"Madame is right," cried Ewing. "She always is. It will cost Clifford a small fortune to get Willie home by passenger steamers even if he can secure berths, which is not likely. When he is up against staying here or in Thursday Island at indefinite delay and expense for a passage, he will send his brown master to Madame to eat humble pie. I don't want to let either of them get out of my sight, and it will be a great pull for us if they come of their own accord."
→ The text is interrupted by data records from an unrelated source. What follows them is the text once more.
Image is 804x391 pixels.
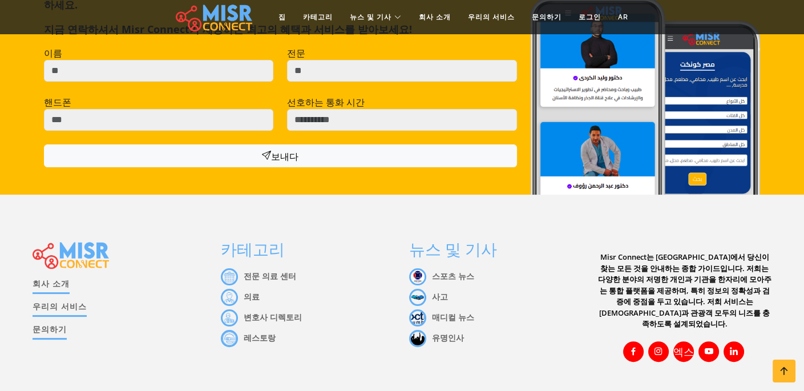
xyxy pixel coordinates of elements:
[432,270,474,281] font: 스포츠 뉴스
[409,268,426,285] img: 스포츠 뉴스
[409,330,426,347] img: 유명인사
[33,300,87,317] a: 우리의 서비스
[410,6,459,28] a: 회사 소개
[221,240,285,259] font: 카테고리
[432,291,448,302] font: 사고
[176,3,252,31] img: main.misr_connect
[578,13,601,21] font: 로그인
[409,309,426,326] img: 매디컬 뉴스
[598,252,771,329] font: Misr Connect는 [GEOGRAPHIC_DATA]에서 당신이 찾는 모든 것을 안내하는 종합 가이드입니다. 저희는 다양한 분야의 저명한 개인과 기관을 한자리에 모아주는 ...
[287,96,365,108] font: 선호하는 통화 시간
[271,150,298,163] font: 보내다
[409,332,464,343] a: 유명인사
[303,13,333,21] font: 카테고리
[570,6,609,28] a: 로그인
[221,268,238,285] img: 아프리카계 미국인
[673,341,694,362] a: 엑스
[287,47,305,59] font: 전문
[221,309,238,326] img: 율법과 정의
[244,332,276,343] font: 레스토랑
[221,291,260,302] a: 의료
[432,311,474,322] font: 매디컬 뉴스
[244,311,302,322] font: 변호사 디렉토리
[341,6,410,28] a: 뉴스 및 기사
[432,332,464,343] font: 유명인사
[468,13,515,21] font: 우리의 서비스
[673,346,694,356] font: 엑스
[409,291,448,302] a: 사고
[244,291,260,302] font: 의료
[221,289,238,306] img: 아바파
[221,330,238,347] img: 마타암
[221,332,276,343] a: 레스토랑
[44,144,517,168] button: 보내다
[278,13,286,21] font: 집
[44,22,412,36] font: 지금 연락하셔서 Misr Connect가 제공하는 최고의 혜택과 서비스를 받아보세요!
[33,277,70,294] a: 회사 소개
[33,323,67,339] a: 문의하기
[409,289,426,306] img: 사고
[244,270,296,281] font: 전문 의료 센터
[221,270,296,281] a: 전문 의료 센터
[409,311,474,322] a: 매디컬 뉴스
[532,13,561,21] font: 문의하기
[44,47,62,59] font: 이름
[44,96,71,108] font: 핸드폰
[409,270,474,281] a: 스포츠 뉴스
[270,6,294,28] a: 집
[33,240,109,269] img: main.misr_connect
[294,6,341,28] a: 카테고리
[350,13,391,21] font: 뉴스 및 기사
[609,6,637,28] a: AR
[33,278,70,289] font: 회사 소개
[459,6,523,28] a: 우리의 서비스
[523,6,570,28] a: 문의하기
[33,323,67,334] font: 문의하기
[221,311,302,322] a: 변호사 디렉토리
[618,13,628,21] font: AR
[419,13,451,21] font: 회사 소개
[33,301,87,311] font: 우리의 서비스
[409,240,497,259] font: 뉴스 및 기사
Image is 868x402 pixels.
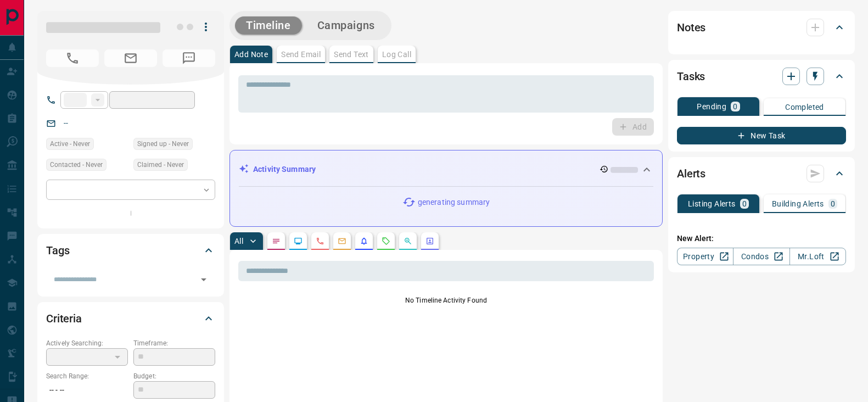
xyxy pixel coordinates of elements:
svg: Opportunities [404,237,412,245]
p: Building Alerts [772,200,825,207]
svg: Listing Alerts [360,237,368,245]
svg: Agent Actions [426,237,434,245]
h2: Tasks [677,67,705,85]
button: New Task [677,127,847,144]
svg: Lead Browsing Activity [294,237,303,245]
h2: Criteria [46,310,82,327]
p: Listing Alerts [688,200,736,207]
div: Tasks [677,63,847,89]
span: No Email [105,50,157,67]
p: No Timeline Activity Found [239,296,654,305]
p: Budget: [133,371,215,381]
p: Activity Summary [253,164,316,175]
p: 0 [831,200,836,207]
svg: Requests [382,237,390,245]
p: Add Note [234,51,268,58]
button: Timeline [235,17,302,35]
a: Property [677,248,733,266]
p: Actively Searching: [46,338,128,348]
div: Alerts [677,160,847,187]
button: Open [196,272,212,288]
p: Timeframe: [133,338,215,348]
div: Activity Summary [239,159,653,180]
p: Pending [697,103,727,110]
p: Search Range: [46,371,128,381]
svg: Calls [316,237,325,245]
a: -- [64,119,68,127]
p: 0 [743,200,747,207]
p: Completed [785,103,825,111]
p: generating summary [418,196,490,208]
div: Notes [677,14,847,40]
div: Criteria [46,305,215,332]
h2: Tags [46,242,69,259]
span: Active - Never [50,138,90,149]
span: Contacted - Never [50,159,103,170]
h2: Notes [677,19,706,36]
h2: Alerts [677,165,706,182]
svg: Emails [338,237,347,245]
p: New Alert: [677,233,847,245]
a: Condos [733,248,790,266]
span: Claimed - Never [137,159,184,170]
p: -- - -- [46,381,128,400]
div: Tags [46,237,215,264]
a: Mr.Loft [790,248,847,266]
span: No Number [163,50,215,67]
button: Campaigns [306,17,386,35]
p: All [234,237,243,245]
svg: Notes [272,237,281,245]
span: No Number [46,50,99,67]
p: 0 [733,103,738,110]
span: Signed up - Never [137,138,189,149]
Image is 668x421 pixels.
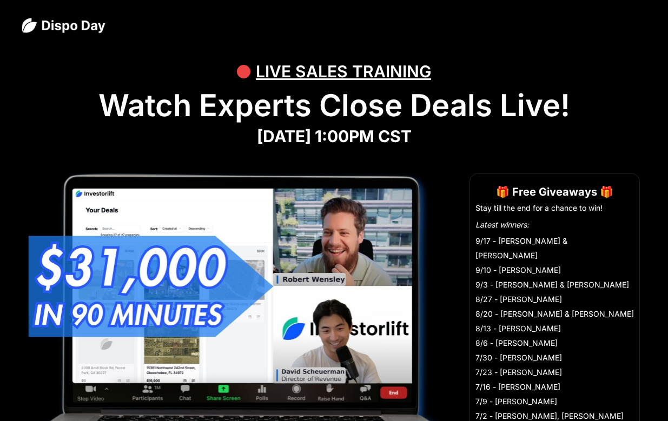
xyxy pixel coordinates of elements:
strong: [DATE] 1:00PM CST [257,127,412,146]
em: Latest winners: [475,220,529,229]
div: LIVE SALES TRAINING [256,55,431,88]
h1: Watch Experts Close Deals Live! [22,88,646,124]
li: Stay till the end for a chance to win! [475,203,634,214]
strong: 🎁 Free Giveaways 🎁 [496,186,613,198]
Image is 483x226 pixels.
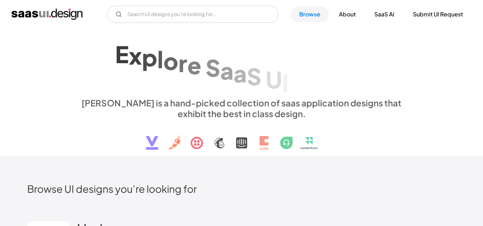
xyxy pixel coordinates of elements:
h2: Browse UI designs you’re looking for [27,183,456,195]
a: SaaS Ai [366,6,403,22]
div: a [234,59,247,87]
div: U [266,66,282,93]
form: Email Form [107,6,279,23]
div: x [129,42,142,69]
a: Submit UI Request [404,6,472,22]
div: I [282,69,289,97]
a: home [11,9,83,20]
div: r [178,49,187,77]
div: e [187,51,201,79]
div: a [220,57,234,84]
div: p [142,43,157,71]
a: About [330,6,364,22]
img: text, icon, saas logo [133,119,350,156]
div: [PERSON_NAME] is a hand-picked collection of saas application designs that exhibit the best in cl... [77,98,406,119]
input: Search UI designs you're looking for... [107,6,279,23]
div: S [247,63,261,90]
h1: Explore SaaS UI design patterns & interactions. [77,36,406,91]
div: l [157,45,163,73]
a: Browse [291,6,329,22]
div: E [115,40,129,68]
div: S [206,54,220,82]
div: o [163,47,178,75]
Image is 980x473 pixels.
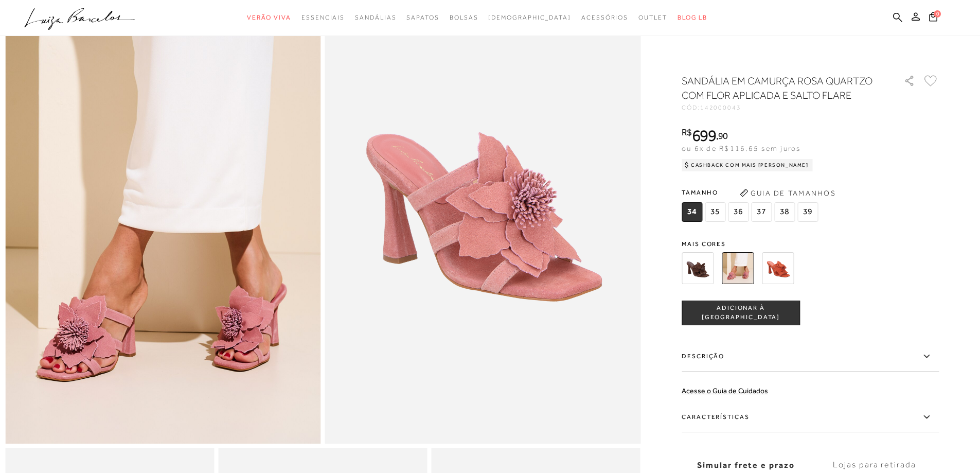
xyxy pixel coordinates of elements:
h1: SANDÁLIA EM CAMURÇA ROSA QUARTZO COM FLOR APLICADA E SALTO FLARE [681,74,875,102]
span: Mais cores [681,240,939,247]
img: SANDÁLIA EM CAMURÇA ROSA QUARTZO COM FLOR APLICADA E SALTO FLARE [722,252,754,284]
span: BLOG LB [678,14,707,21]
label: Descrição [681,341,939,371]
div: Cashback com Mais [PERSON_NAME] [681,159,813,171]
a: categoryNavScreenReaderText [581,9,629,27]
span: 38 [775,202,795,222]
span: [DEMOGRAPHIC_DATA] [488,14,571,21]
span: Sandálias [355,14,396,21]
span: 36 [728,202,749,222]
a: categoryNavScreenReaderText [639,9,667,27]
span: ou 6x de R$116,65 sem juros [681,144,800,152]
a: noSubCategoriesText [488,9,571,27]
div: CÓD: [681,104,888,111]
span: 39 [797,202,818,222]
button: 0 [926,11,941,25]
label: Características [681,402,939,432]
span: 699 [692,126,717,145]
img: SANDÁLIA EM CAMURÇA CAFÉ COM FLOR APLICADA E SALTO FLARE [681,252,714,284]
button: Guia de Tamanhos [737,185,839,201]
a: categoryNavScreenReaderText [301,9,345,27]
span: 34 [681,202,702,222]
span: 0 [934,10,941,17]
a: categoryNavScreenReaderText [407,9,439,27]
span: 142000043 [700,104,742,111]
span: Verão Viva [247,14,291,21]
span: 90 [718,130,728,141]
a: BLOG LB [678,9,707,27]
span: ADICIONAR À [GEOGRAPHIC_DATA] [682,303,800,321]
span: Acessórios [581,14,629,21]
a: categoryNavScreenReaderText [450,9,478,27]
img: SANDÁLIA EM CAMURÇA VERMELHO CAIENA COM FLOR APLICADA E SALTO FLARE [762,252,794,284]
a: categoryNavScreenReaderText [355,9,396,27]
span: Sapatos [407,14,439,21]
i: , [717,131,728,140]
span: Tamanho [681,185,820,200]
a: Acesse o Guia de Cuidados [681,386,768,394]
span: Essenciais [301,14,345,21]
span: Outlet [639,14,667,21]
span: 35 [705,202,726,222]
a: categoryNavScreenReaderText [247,9,291,27]
button: ADICIONAR À [GEOGRAPHIC_DATA] [681,301,800,325]
span: 37 [751,202,772,222]
span: Bolsas [450,14,478,21]
i: R$ [681,127,692,137]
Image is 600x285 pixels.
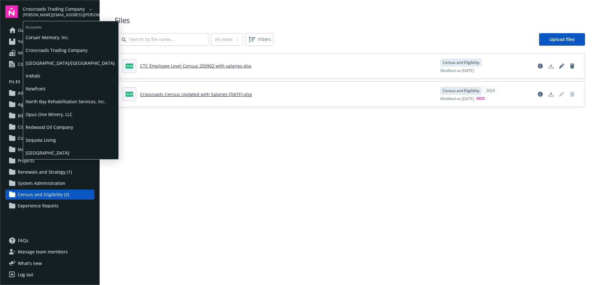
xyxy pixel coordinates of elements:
[126,92,133,96] span: xlsx
[115,15,585,26] span: Files
[258,36,271,43] span: Filters
[18,167,72,177] span: Renewals and Strategy (1)
[557,61,567,71] a: Edit document
[535,61,545,71] a: View file details
[5,189,94,199] a: Census and Eligibility (2)
[5,144,94,154] a: Marketing
[18,189,69,199] span: Census and Eligibility (2)
[18,156,34,166] span: Projects
[18,260,42,266] span: What ' s new
[18,201,58,211] span: Experience Reports
[126,63,133,68] span: xlsx
[18,48,48,58] span: Vendor search
[18,111,55,121] span: Billing and Audits
[5,247,94,257] a: Manage team members
[5,156,94,166] a: Projects
[5,59,94,69] a: Compliance resources
[18,235,28,245] span: FAQs
[247,34,272,44] span: Filters
[440,96,474,102] span: Modified on [DATE]
[567,89,577,99] span: Delete document
[557,89,567,99] span: Edit document
[18,133,62,143] span: Communications (28)
[23,6,87,12] span: Crossroads Trading Company
[443,60,479,65] span: Census and Eligibility
[18,88,42,98] span: All files (45)
[18,25,37,35] span: Overview
[539,33,585,46] a: Upload files
[440,68,474,73] span: Modified on [DATE]
[26,31,116,44] span: Corsair Memory, Inc.
[5,235,94,245] a: FAQs
[546,89,556,99] a: Download document
[5,122,94,132] a: Compliance (13)
[87,6,94,13] a: arrowDropDown
[5,99,94,109] a: Agreements (1)
[18,122,51,132] span: Compliance (13)
[443,88,479,93] span: Census and Eligibility
[26,69,116,82] span: InMobi
[18,99,49,109] span: Agreements (1)
[5,5,18,18] img: navigator-logo.svg
[483,87,498,95] div: 2024
[140,63,251,69] a: CTC Employee Level Census 250902 with salaries.xlsx
[18,59,64,69] span: Compliance resources
[5,25,94,35] a: Overview
[5,167,94,177] a: Renewals and Strategy (1)
[5,37,94,47] a: Your benefits
[115,33,208,46] input: Search by file name...
[567,61,577,71] a: Delete document
[140,91,252,97] a: Crossroads Census Updated with Salaries [DATE].xlsx
[26,108,116,121] span: Opus One Winery, LLC
[5,79,94,87] button: Files
[18,37,46,47] span: Your benefits
[5,201,94,211] a: Experience Reports
[26,121,116,133] span: Redwood Oil Company
[26,146,116,159] span: [GEOGRAPHIC_DATA]
[5,88,94,98] a: All files (45)
[23,12,87,18] span: [PERSON_NAME][EMAIL_ADDRESS][PERSON_NAME][DOMAIN_NAME]
[5,111,94,121] a: Billing and Audits
[549,36,575,42] span: Upload files
[18,247,68,257] span: Manage team members
[18,144,39,154] span: Marketing
[546,61,556,71] a: Download document
[26,133,116,146] span: Sequoia Living
[26,57,116,69] span: [GEOGRAPHIC_DATA]/[GEOGRAPHIC_DATA]
[5,260,52,266] button: What's new
[18,269,33,279] div: Log out
[23,21,118,31] span: Accounts
[26,95,116,108] span: North Bay Rehabilitation Services, Inc.
[5,178,94,188] a: System Administration
[23,5,94,18] button: Crossroads Trading Company[PERSON_NAME][EMAIL_ADDRESS][PERSON_NAME][DOMAIN_NAME]arrowDropDown
[5,48,94,58] a: Vendor search
[26,44,116,57] span: Crossroads Trading Company
[26,82,116,95] span: Newfront
[5,133,94,143] a: Communications (28)
[535,89,545,99] a: View file details
[18,178,65,188] span: System Administration
[246,33,273,46] button: Filters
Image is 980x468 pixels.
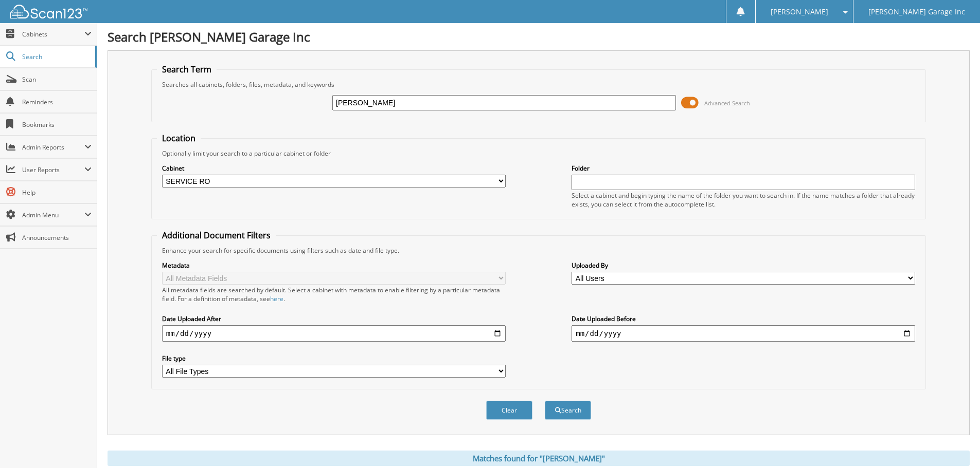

"Besides," went on Madame serenely, "I have the bait of Marie locked up in the Humming Top, and Willie does not know that my hold over her is so terrifying that she will avoid him like the plague when he comes aboard. Let him find that out later for himself." Madame then explained the nature of her influence over Marie Lambert. "If she remains convinced that I shall certainly take her to France she may become reckless, but I shall hint judiciously that a rigid obedience to my orders may bring about a reprieve. I've got her tight, and Master Willie too. They may both be as savage as they please so long as they dance to my strings."

"The weak point of your scheme, Madame, if I may say so," observed Ching, "is the presence of that damned Jonah Clifford in my yacht. He will bring along enough ill luck to sink a battleship. My officers won't have him in their mess, and if I put him in the foc's'le there will be a mutiny among the men. The best of lawyers would make them restive, and this poisonous little blighter would bust up all the restraints of discipline. Not a man in my ship would eat or drink with him. I would sooner give passage to a plague-stricken Chinky than to that Clifford beast."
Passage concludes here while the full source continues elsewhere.